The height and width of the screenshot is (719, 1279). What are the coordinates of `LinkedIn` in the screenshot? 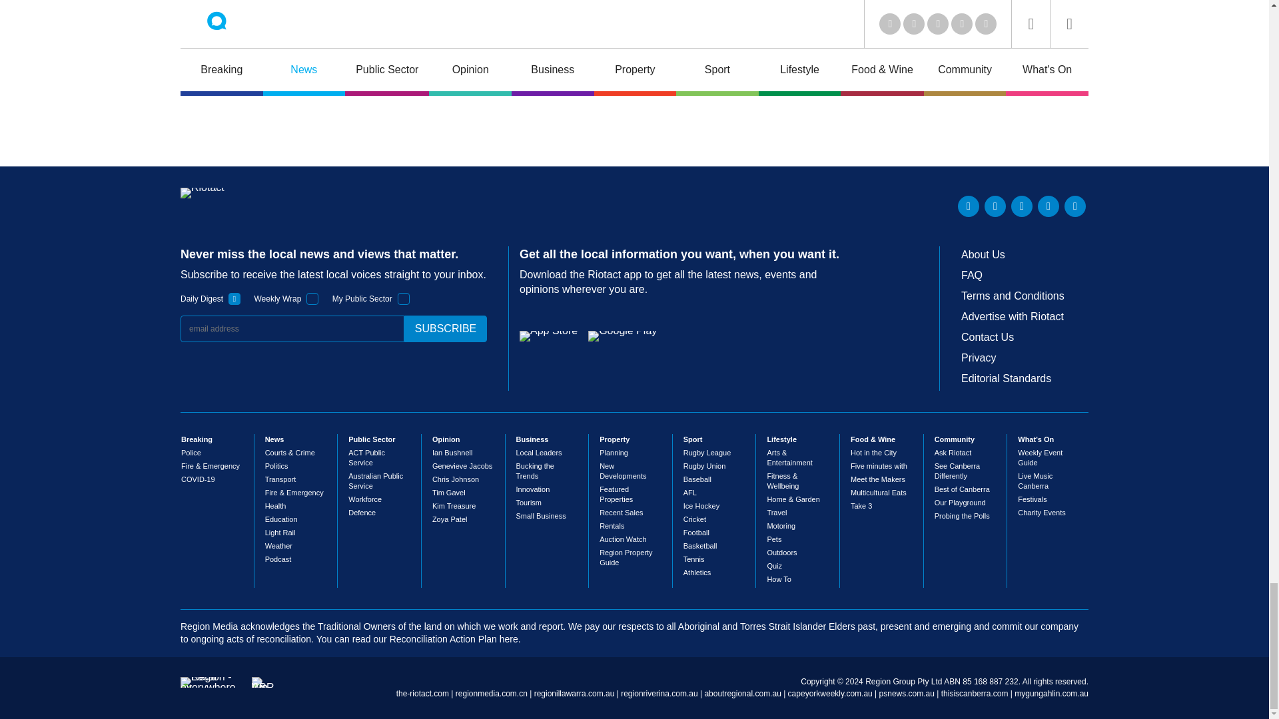 It's located at (969, 207).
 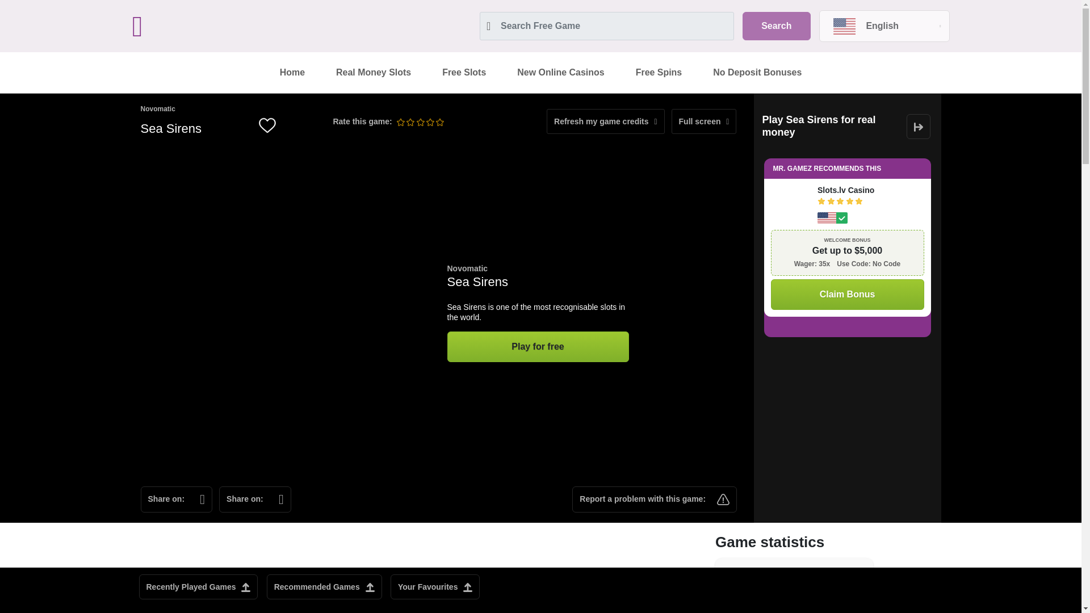 I want to click on Home, so click(x=292, y=73).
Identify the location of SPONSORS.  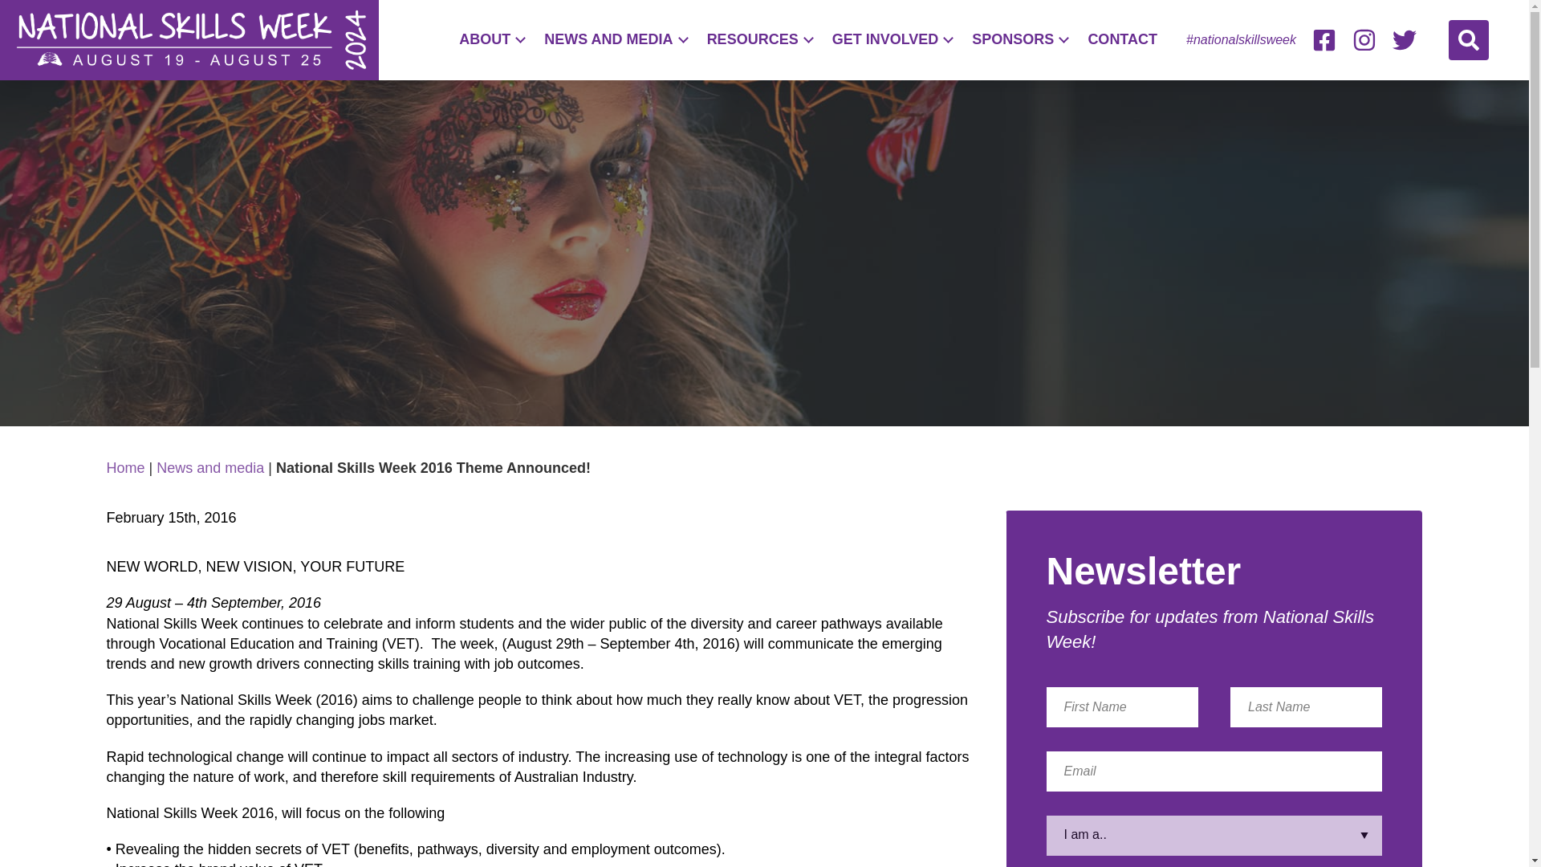
(1020, 39).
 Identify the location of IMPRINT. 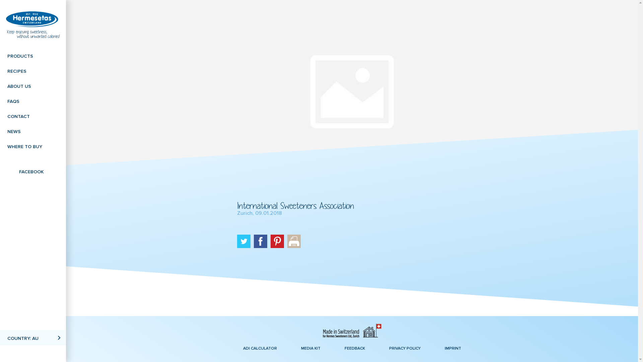
(453, 348).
------
#### [ACTION ITEM]
Pick up at the line containing "Identify the location of SPONSORS." and copy each line exactly until the data ends, including that last line; copy no pictures.

#### [TASK RESPONSE]
Identify the location of SPONSORS.  
(1020, 39).
 Identify the location of IMPRINT. 
(453, 348).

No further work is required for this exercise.